Britain’s post-election priorities
John Redwood sets out the priorities for Britain's next government.
The 2017 Parliament needs to see through the twin tasks of economic recovery and the successful negotiation of a new relationship with the EU.
Both these mighty tasks were started before. The task of economic rescue began in 2010.
We have seen through the first long part of the recovery, cutting the deficit and creating conditions for many new jobs to be generated. Today many more people are in work, and more have better paid jobs. We now need to raise our sights, to work smarter so more people can be better paid. We need to continue the good progress to getting more people into work. Once in work we need to help them train, improve, and gain promotion. We also need to be encouraging of enterprise, making it easier for people to set up their own businesses, and to grow those businesses.
The task of leaving the EU whilst improving our relationship with Europe began last summer after the vote. We now need to bring people together to back a vision of what an independent UK looks like. It can be so much better. We want to be open to the world and a leader of freer world trade. We want to increase our collaborations on research, culture, investment and enterprise with the whole world, not turn our backs on European joint ventures. We do not wish to close our borders, but to welcome students, tourists, people of talent, executives of large global companies and those with the skills we need at home.
The overriding task is to get the law through to complete our exit from the EU, and to negotiate a friendly Agreement on our future trade and relations with the EU that helps them as well as us. The new Parliament will then need to move on to make those changes to our laws we need to make so that our newfound freedom leads to some improvement. The Conservatives have made clear we do not intend to remove any of the employment rights or environmental protections that have come from the EU, but to incorporate them in UK law. There they are safe, unless a party in the future with a majority wants to amend or change them having stated so in a Manifesto.
We do wish to plan for changes to the current EU laws over fishing and farming. We think we need a fishing policy that is kinder to both our fish and our fishermen than the present policy. We want an agriculture policy that helps UK farmers produce more of our food, and supports landscapes where the farmer has costs to maintain them.
I am conscious that people who voted Remain were worried about possible economic damage. So far, the UK economy has continued to grow, to generate more jobs, and to only suffer the same uptick in inflation that Germany and the USA have suffered, mainly owing to oil prices. I will work tirelessly in the new Parliament if elected to see through policies that put continued growth and prosperity first.
John Alan Redwood, Baron Redwood, is a British politician and academic who represented Wokingham in Berkshire as Conservative Member of Parliament from 1987 to 2024. Born on 15 June 1951, he served as Secretary of State for Wales under John Major and twice stood unsuccessfully for the Conservative Party leadership during the 1990s. Following his ministerial career, Redwood held positions in the Shadow Cabinets of William Hague and Michael Howard before spending his remaining parliamentary years as a backbencher. Prior to entering Parliament, he earned a doctorate at All Souls College, Oxford and served as Director of the Number 10 Policy Unit under Margaret Thatcher.
A veteran Eurosceptic described in 1993 as a pragmatic Thatcherite, Redwood has been particularly known for his work on economic policy and European matters. He co-chaired the Conservative Party's Policy Review Group on Economic Competitiveness until 2010 and serves as Chief Global Strategist of investment management company Charles Stanley & Co Ltd. Redwood was a prominent supporter of Brexit in the 2016 EU referendum and was a member of the pressure group Leave Means Leave. He writes commentary for Comment Central.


WORK INSTRUCTIONS
Report how many lines in the records below contain the word "Granted". Give only the number.

SUPPLIED MATERIAL
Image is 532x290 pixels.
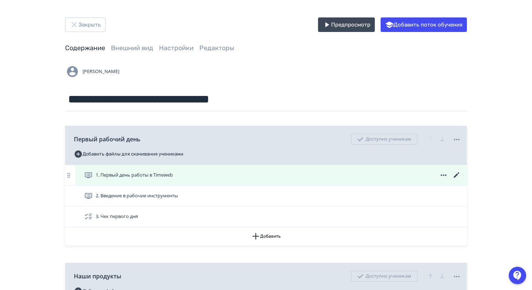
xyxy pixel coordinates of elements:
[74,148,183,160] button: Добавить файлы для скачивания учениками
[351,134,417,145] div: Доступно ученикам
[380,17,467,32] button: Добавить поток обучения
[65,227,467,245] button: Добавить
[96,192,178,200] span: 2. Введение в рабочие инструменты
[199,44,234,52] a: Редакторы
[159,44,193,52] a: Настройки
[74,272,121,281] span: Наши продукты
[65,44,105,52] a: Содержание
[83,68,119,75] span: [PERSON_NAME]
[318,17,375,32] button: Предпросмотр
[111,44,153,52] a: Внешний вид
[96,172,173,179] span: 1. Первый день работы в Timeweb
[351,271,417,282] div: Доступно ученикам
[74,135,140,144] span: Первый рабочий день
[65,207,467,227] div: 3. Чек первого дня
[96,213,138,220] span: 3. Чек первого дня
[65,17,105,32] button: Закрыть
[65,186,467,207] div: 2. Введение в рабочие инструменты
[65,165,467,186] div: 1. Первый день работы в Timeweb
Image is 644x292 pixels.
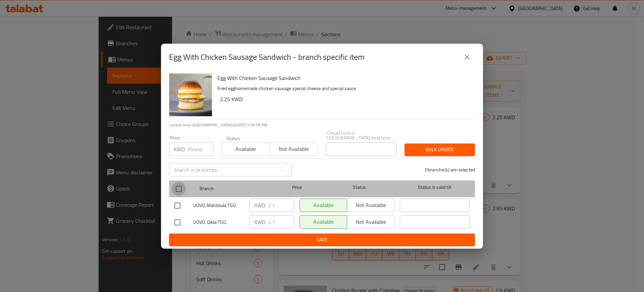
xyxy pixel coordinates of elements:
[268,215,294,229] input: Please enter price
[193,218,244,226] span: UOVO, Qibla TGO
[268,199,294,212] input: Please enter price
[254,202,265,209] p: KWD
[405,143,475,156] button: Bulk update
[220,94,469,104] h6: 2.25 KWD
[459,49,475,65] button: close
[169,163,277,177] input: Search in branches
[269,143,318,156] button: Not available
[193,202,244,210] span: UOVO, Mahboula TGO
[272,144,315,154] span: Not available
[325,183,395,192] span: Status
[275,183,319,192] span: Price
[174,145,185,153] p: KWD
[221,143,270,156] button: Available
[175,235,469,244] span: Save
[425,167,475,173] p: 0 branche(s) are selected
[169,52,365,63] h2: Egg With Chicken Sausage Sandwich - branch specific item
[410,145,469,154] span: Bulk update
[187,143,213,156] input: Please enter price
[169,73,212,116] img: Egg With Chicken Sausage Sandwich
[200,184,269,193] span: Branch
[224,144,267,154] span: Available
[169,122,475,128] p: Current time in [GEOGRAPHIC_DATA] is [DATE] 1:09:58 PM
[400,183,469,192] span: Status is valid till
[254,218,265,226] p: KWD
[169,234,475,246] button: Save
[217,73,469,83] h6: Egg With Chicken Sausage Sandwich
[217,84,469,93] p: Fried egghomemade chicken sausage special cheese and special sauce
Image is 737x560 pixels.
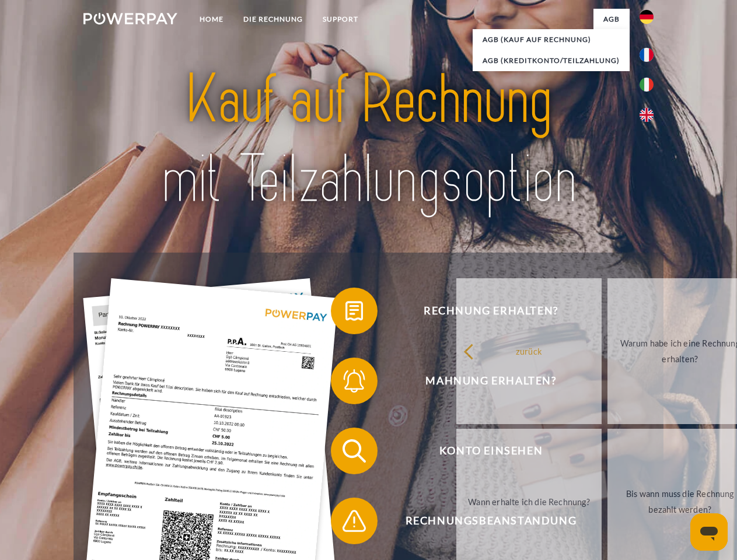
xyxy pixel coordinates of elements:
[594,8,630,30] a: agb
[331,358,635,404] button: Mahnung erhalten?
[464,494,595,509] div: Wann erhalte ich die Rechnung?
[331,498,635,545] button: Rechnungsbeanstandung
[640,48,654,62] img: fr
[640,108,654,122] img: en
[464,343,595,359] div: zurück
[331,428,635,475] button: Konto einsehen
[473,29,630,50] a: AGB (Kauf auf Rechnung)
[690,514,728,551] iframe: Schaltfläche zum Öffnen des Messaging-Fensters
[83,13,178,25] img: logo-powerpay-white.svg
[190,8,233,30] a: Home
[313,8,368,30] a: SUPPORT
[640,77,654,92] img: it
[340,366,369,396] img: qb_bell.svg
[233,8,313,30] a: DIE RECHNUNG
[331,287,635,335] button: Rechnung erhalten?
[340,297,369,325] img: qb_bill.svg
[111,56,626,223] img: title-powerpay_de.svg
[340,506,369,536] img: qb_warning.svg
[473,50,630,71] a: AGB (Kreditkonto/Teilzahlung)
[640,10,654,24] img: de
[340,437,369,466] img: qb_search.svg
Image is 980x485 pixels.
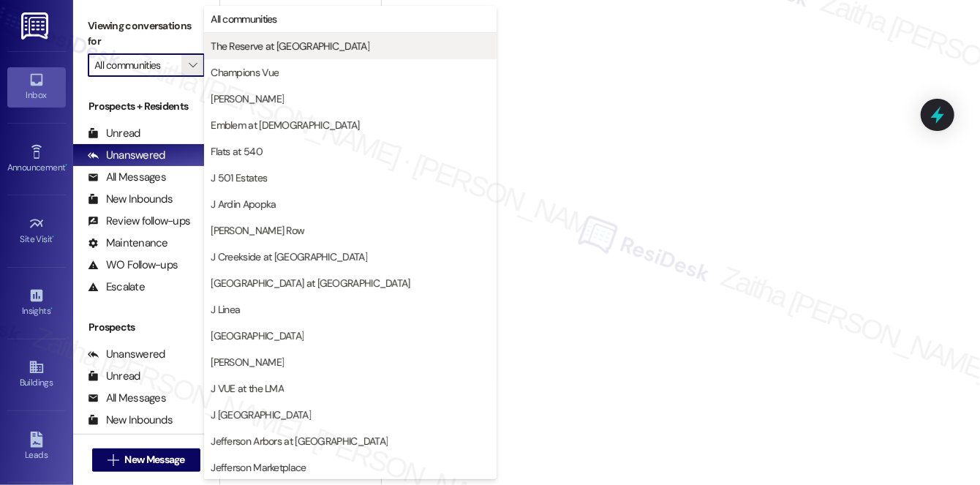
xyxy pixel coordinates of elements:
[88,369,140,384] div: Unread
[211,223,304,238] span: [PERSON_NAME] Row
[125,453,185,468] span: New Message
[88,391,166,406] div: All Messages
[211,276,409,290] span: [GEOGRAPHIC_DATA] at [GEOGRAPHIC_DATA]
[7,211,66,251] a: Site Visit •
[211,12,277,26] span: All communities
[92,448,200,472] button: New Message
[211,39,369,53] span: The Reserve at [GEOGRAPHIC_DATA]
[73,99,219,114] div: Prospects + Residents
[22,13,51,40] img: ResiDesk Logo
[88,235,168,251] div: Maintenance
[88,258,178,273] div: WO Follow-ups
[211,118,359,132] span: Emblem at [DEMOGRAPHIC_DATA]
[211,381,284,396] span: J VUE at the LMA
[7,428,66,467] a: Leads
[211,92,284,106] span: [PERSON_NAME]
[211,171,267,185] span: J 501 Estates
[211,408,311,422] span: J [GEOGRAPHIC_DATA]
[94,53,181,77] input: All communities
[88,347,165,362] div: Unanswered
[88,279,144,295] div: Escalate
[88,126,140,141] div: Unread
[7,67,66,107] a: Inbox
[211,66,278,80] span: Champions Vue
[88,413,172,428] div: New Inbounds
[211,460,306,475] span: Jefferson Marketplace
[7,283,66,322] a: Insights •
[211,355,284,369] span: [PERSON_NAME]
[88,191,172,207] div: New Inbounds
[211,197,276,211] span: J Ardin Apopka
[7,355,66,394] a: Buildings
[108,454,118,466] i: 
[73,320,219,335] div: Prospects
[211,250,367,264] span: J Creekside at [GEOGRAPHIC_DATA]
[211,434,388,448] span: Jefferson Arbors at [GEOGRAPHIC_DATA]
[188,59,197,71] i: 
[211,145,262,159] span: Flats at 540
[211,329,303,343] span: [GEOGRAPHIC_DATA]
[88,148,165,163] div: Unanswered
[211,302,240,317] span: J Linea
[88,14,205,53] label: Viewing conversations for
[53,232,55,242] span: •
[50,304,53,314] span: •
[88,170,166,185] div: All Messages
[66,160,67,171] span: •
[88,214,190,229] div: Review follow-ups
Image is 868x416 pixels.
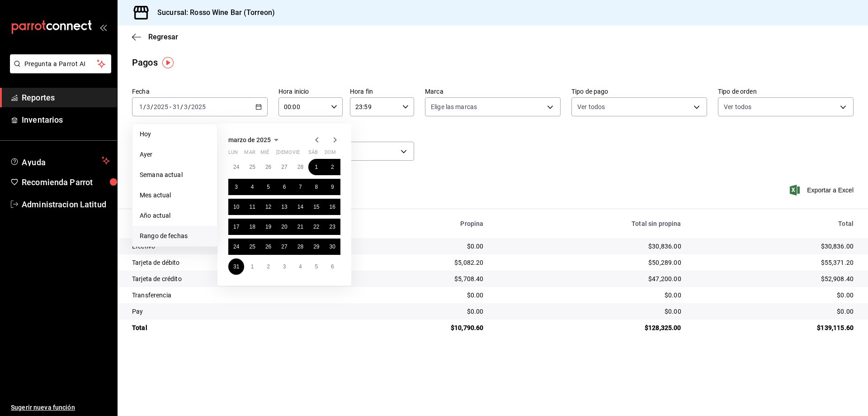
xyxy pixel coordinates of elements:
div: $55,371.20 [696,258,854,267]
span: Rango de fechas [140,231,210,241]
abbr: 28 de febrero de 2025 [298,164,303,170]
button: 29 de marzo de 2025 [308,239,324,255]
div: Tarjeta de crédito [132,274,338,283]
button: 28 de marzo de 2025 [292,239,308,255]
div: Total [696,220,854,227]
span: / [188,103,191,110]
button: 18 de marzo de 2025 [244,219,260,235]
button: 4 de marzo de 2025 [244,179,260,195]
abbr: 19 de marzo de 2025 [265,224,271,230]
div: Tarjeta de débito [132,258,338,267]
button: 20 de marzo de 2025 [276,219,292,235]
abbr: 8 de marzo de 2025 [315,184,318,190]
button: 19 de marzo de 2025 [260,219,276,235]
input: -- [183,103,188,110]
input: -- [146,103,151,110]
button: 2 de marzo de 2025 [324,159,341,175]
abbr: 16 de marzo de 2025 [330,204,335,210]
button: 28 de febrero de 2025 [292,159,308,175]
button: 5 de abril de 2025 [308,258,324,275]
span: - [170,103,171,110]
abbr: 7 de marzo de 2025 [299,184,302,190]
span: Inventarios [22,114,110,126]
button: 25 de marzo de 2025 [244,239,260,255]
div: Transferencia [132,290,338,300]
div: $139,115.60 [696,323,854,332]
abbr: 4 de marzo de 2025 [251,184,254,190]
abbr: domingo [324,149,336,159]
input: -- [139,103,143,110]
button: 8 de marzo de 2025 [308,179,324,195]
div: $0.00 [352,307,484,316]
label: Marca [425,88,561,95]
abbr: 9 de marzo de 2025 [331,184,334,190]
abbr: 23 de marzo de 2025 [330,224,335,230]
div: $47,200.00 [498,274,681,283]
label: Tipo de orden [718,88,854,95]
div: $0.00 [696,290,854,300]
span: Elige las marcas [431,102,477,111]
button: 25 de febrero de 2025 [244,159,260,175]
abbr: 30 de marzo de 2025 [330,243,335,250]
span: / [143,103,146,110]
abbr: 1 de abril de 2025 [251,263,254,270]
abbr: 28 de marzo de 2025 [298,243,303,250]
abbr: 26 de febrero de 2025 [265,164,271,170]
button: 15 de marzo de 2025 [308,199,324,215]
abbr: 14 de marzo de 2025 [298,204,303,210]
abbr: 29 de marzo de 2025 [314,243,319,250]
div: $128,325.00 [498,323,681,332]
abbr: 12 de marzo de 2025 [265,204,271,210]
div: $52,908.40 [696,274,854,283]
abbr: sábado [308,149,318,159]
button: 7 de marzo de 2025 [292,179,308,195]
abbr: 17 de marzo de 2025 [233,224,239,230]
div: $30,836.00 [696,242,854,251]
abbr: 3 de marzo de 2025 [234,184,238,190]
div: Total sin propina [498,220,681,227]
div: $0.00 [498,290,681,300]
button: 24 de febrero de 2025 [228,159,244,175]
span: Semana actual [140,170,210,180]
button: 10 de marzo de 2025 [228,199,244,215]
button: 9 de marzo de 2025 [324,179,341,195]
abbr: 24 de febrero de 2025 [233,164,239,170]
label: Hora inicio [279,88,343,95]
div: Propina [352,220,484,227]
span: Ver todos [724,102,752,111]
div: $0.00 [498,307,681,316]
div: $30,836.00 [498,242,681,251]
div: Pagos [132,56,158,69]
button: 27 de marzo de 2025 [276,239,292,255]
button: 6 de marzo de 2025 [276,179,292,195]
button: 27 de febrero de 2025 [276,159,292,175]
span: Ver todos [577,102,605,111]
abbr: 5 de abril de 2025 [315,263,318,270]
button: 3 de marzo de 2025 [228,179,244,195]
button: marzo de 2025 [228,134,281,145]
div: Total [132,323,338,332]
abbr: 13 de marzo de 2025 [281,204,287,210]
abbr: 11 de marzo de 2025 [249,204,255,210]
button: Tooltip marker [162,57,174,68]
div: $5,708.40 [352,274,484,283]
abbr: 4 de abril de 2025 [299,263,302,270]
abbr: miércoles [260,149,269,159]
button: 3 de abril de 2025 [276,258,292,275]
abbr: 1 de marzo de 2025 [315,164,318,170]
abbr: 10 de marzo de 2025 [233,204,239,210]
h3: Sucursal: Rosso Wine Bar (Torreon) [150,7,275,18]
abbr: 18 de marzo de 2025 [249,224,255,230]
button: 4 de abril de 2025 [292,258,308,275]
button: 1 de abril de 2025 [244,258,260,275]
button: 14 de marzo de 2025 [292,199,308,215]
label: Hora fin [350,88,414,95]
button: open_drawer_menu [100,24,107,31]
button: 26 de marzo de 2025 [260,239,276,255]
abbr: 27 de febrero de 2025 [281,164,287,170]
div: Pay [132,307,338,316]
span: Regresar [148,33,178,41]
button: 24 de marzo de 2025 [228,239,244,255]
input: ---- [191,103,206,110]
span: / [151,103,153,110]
---
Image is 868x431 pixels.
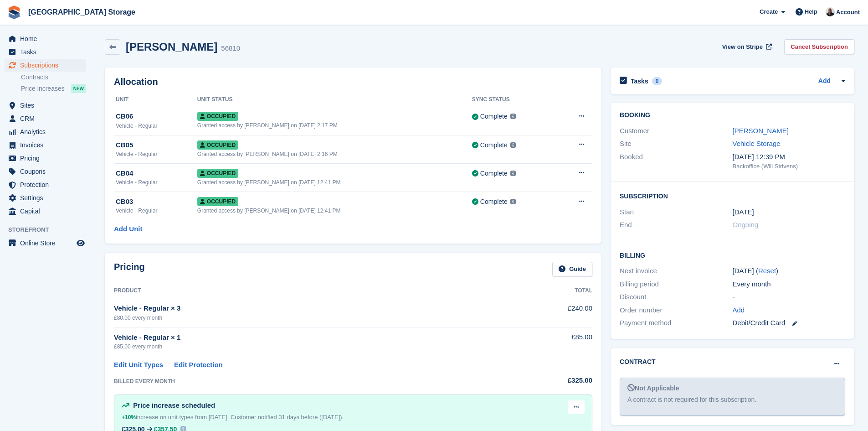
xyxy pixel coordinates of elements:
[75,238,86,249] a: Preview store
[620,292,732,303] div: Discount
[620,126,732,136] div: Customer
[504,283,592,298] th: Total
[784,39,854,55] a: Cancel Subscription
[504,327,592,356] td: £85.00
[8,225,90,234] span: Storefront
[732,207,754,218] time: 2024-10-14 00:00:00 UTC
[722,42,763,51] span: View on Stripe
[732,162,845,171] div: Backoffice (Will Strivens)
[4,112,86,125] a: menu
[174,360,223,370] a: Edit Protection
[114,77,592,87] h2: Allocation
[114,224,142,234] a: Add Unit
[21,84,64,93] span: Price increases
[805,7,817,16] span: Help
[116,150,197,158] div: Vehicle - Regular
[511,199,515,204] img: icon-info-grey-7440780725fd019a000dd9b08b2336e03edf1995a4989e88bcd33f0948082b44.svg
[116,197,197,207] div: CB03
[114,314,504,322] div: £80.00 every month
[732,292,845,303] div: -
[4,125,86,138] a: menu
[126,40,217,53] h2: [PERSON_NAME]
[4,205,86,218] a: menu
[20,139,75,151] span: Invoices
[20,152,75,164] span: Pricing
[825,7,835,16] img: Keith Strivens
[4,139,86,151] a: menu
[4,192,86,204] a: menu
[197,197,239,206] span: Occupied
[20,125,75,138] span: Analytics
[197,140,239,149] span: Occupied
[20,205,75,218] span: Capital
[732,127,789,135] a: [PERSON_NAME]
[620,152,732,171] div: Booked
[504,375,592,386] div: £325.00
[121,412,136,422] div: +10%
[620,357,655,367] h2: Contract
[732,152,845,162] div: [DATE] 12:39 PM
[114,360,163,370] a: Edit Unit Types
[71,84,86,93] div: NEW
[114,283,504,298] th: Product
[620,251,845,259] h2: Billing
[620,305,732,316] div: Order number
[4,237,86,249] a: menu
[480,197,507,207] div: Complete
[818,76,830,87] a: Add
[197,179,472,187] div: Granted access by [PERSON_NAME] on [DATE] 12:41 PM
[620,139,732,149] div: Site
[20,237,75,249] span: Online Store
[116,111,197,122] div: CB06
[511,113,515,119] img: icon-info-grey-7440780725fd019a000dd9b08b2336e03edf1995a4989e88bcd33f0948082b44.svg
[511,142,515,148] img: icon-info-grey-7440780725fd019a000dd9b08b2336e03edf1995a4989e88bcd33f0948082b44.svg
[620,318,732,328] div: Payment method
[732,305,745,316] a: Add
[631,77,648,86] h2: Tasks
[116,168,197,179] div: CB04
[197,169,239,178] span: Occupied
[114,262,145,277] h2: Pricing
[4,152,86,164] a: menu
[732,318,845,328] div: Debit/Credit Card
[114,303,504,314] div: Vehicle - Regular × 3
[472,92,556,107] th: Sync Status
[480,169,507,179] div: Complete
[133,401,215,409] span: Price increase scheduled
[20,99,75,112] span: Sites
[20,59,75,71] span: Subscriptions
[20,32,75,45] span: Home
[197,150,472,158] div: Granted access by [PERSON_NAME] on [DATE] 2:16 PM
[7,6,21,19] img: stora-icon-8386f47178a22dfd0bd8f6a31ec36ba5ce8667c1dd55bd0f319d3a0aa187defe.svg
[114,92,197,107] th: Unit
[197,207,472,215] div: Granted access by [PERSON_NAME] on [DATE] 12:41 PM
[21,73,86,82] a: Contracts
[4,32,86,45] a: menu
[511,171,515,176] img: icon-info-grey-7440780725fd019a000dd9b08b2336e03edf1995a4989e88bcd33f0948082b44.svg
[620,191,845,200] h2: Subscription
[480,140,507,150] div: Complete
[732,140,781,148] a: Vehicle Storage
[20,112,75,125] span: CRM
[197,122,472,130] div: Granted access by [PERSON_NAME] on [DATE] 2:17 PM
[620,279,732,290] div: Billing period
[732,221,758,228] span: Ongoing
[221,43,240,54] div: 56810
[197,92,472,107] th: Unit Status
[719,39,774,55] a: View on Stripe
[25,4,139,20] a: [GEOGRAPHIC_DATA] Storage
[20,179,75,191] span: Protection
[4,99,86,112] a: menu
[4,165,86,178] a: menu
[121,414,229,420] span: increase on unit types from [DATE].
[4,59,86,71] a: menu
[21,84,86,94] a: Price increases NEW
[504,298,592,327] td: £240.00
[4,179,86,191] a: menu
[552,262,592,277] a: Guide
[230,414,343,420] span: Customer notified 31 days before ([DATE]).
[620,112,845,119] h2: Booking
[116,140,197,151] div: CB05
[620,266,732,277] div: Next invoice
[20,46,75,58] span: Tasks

OUTPUT OF THE TASK
4